When you want to update packages, use this order:

brew update
brew outdated
brew upgrade tree

That sequence means:

  1. Refresh Homebrew's package data
  2. Check what is outdated
  3. Upgrade the package you actually want to change

Practice

Update Workflow zsh · ~/workspace
Ready. Press Replay to run the scripted session.

If you run brew upgrade with no package name, Homebrew upgrades all installed packages. That is convenient, but package-by-package upgrades are easier to understand when you are still learning.

Exercise 6: Remove Packages and Clean Up

This exercise closes the full package lifecycle. Install a package, inspect it, then remove it cleanly.

Uninstall a Package

brew uninstall tree

Remove Unneeded Dependencies

brew autoremove

brew autoremove removes dependencies that are no longer needed by any installed formula.

Preview Cleanup

brew cleanup --dry-run

Clean Old Downloads and Old Versions

brew cleanup

brew cleanup is usually safe, but it removes cached downloads and old package versions.
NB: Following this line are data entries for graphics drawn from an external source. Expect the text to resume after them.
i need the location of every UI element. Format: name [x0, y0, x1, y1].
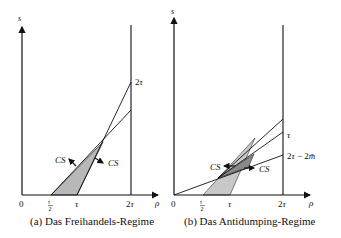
x-axis-label: ρ: [308, 198, 314, 208]
tick-2tau: 2τ: [126, 199, 135, 209]
origin-label: 0: [19, 199, 24, 209]
panel-a: s ρ 0 τ 2 τ 2τ 2τ CS CS (a) Das Freihand…: [18, 14, 160, 228]
tick-tau-half-denominator: 2: [201, 206, 204, 212]
cs-label-left: CS: [210, 162, 221, 172]
right-label-tau: τ: [287, 130, 291, 140]
tick-tau-half: τ: [48, 199, 51, 205]
caption-a: (a) Das Freihandels-Regime: [30, 215, 154, 228]
cs-label-right: CS: [259, 164, 270, 174]
figure: s ρ 0 τ 2 τ 2τ 2τ CS CS (a) Das Freihand…: [0, 0, 341, 238]
tick-tau: τ: [75, 199, 79, 209]
cs-label-right: CS: [108, 158, 119, 168]
tick-2tau: 2τ: [278, 199, 287, 209]
line-to-tau: [218, 132, 283, 178]
cs-arrow-left: [69, 159, 76, 166]
tick-tau: τ: [228, 199, 232, 209]
panel-b: s ρ 0 τ 2 τ 2τ τ 2τ − 2m̄ CS CS (b) Das …: [171, 7, 316, 228]
caption-b: (b) Das Antidumping-Regime: [184, 215, 315, 228]
tick-tau-half-denominator: 2: [49, 206, 52, 212]
tick-tau-half: τ: [200, 199, 203, 205]
cs-arrow-right: [95, 158, 103, 163]
y-axis-label: s: [171, 7, 174, 16]
line-to-top: [218, 119, 283, 178]
y-axis-label: s: [18, 14, 21, 23]
cs-label-left: CS: [55, 155, 66, 165]
flat-line: [51, 110, 131, 195]
origin-label: 0: [171, 199, 176, 209]
right-label-2tau-minus-2m: 2τ − 2m̄: [287, 151, 316, 161]
right-label-2tau: 2τ: [135, 77, 144, 87]
x-axis-label: ρ: [154, 198, 160, 208]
Use --dry-run first if you want to see what will be removed.

Exercise 7: Search Before You Install

Search is useful when you know roughly what you want but not the exact formula name.

Search by Keyword

brew search json

Confirm an Exact Formula Name

brew search tree

Use the result to confirm the exact formula name before installing.

Exercise 8: Install Multiple Packages At Once

Once you trust the basics, you can install several packages in one command.
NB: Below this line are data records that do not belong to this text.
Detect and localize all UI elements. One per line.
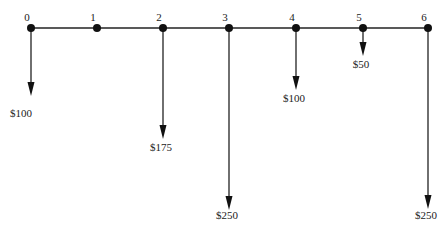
period-label: 2: [156, 11, 162, 23]
arrow-down-icon: [28, 82, 35, 96]
arrow-down-icon: [160, 125, 167, 139]
period-node: [292, 24, 300, 32]
period-node: [93, 24, 101, 32]
cashflow-amount: $250: [216, 209, 239, 221]
period-label: 1: [90, 11, 96, 23]
period-label: 5: [356, 11, 362, 23]
period-0: $1000: [10, 11, 35, 119]
period-6: $2506: [415, 11, 438, 221]
cashflow-amount: $50: [353, 58, 370, 70]
cash-flow-diagram: $10001$1752$2503$1004$505$2506: [0, 0, 442, 226]
period-2: $1752: [150, 11, 173, 153]
period-label: 0: [24, 11, 30, 23]
period-label: 4: [289, 11, 295, 23]
cashflow-amount: $175: [150, 141, 173, 153]
cashflow-amount: $100: [283, 92, 306, 104]
period-4: $1004: [283, 11, 306, 104]
period-node: [359, 24, 367, 32]
period-label: 6: [421, 11, 427, 23]
cashflow-amount: $100: [10, 107, 33, 119]
period-label: 3: [222, 11, 228, 23]
period-3: $2503: [216, 11, 239, 221]
period-node: [424, 24, 432, 32]
period-5: $505: [353, 11, 370, 70]
arrow-down-icon: [293, 76, 300, 90]
period-node: [225, 24, 233, 32]
period-node: [159, 24, 167, 32]
period-1: 1: [90, 11, 101, 32]
period-node: [27, 24, 35, 32]
arrow-down-icon: [226, 196, 233, 210]
arrow-down-icon: [425, 195, 432, 209]
cashflow-amount: $250: [415, 209, 438, 221]
arrow-down-icon: [360, 42, 367, 56]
brew install git node yarn jq ripgrep fd

Homebrew resolves dependencies first, then installs the formulas you requested. This is safe for common setups, but when you are learning, it is still worth understanding one package at a time first.

Common Mistakes

Never Use sudo With brew

Run this:

brew install tree

Do not run this:

sudo brew install tree

Homebrew is designed to manage its own permissions. Using sudo with brew is a common cause of permission problems.

If A Formula Name Is Wrong

brew search <keyword>

No available formula usually means the name is misspelled or that Homebrew does not provide that formula.

If An Install Looks Stuck

# Press Ctrl+C to stop, then retry with more detail
brew install <package> --verbose

Large downloads and slower networks can make an install feel stuck even when it is still working.

If You See Permission Errors

Do not try to fix Homebrew by running a broad chown command on the whole prefix. If you previously used sudo with Homebrew, the safer fix is usually to review the install with:

brew doctor

If the installation is badly broken, reinstalling Homebrew cleanly is usually safer than changing ownership recursively by hand.

If Another Homebrew Process Is Running

Wait for the other terminal window to finish first. Only clear lock files after you confirm no other Homebrew command is still active.

Quick Reference

Command When to use it
brew install <name> Install a package
brew uninstall <name> Remove a package
brew list See everything installed
brew list --versions See installed versions
brew info <name> Inspect one package
brew deps <name> See package dependencies
brew search <keyword> Find a package name
brew update Refresh package definitions
brew outdated Check what can be upgraded
brew upgrade <name> Upgrade one package
brew upgrade Upgrade all installed packages
brew autoremove Remove unused dependencies
brew cleanup Remove old cache files and old versions
brew doctor Check Homebrew health

Practice Checklist

  • Install and run tree
  • Install wget and inspect its dependencies with brew deps wget
  • Install and open htop
  • Use brew list to view installed packages
  • Inspect package details with brew info tree
  • Run brew update, brew outdated, and brew upgrade tree
  • Remove a package with brew uninstall
  • Clean up unused dependencies with brew autoremove
  • Preview cleanup with brew cleanup --dry-run
  • Search for packages with brew search

Wrap-Up

You now know the beginner Homebrew workflow that matters most in daily use: install a formula, inspect it, update package definitions, upgrade intentionally, and clean up when you are done.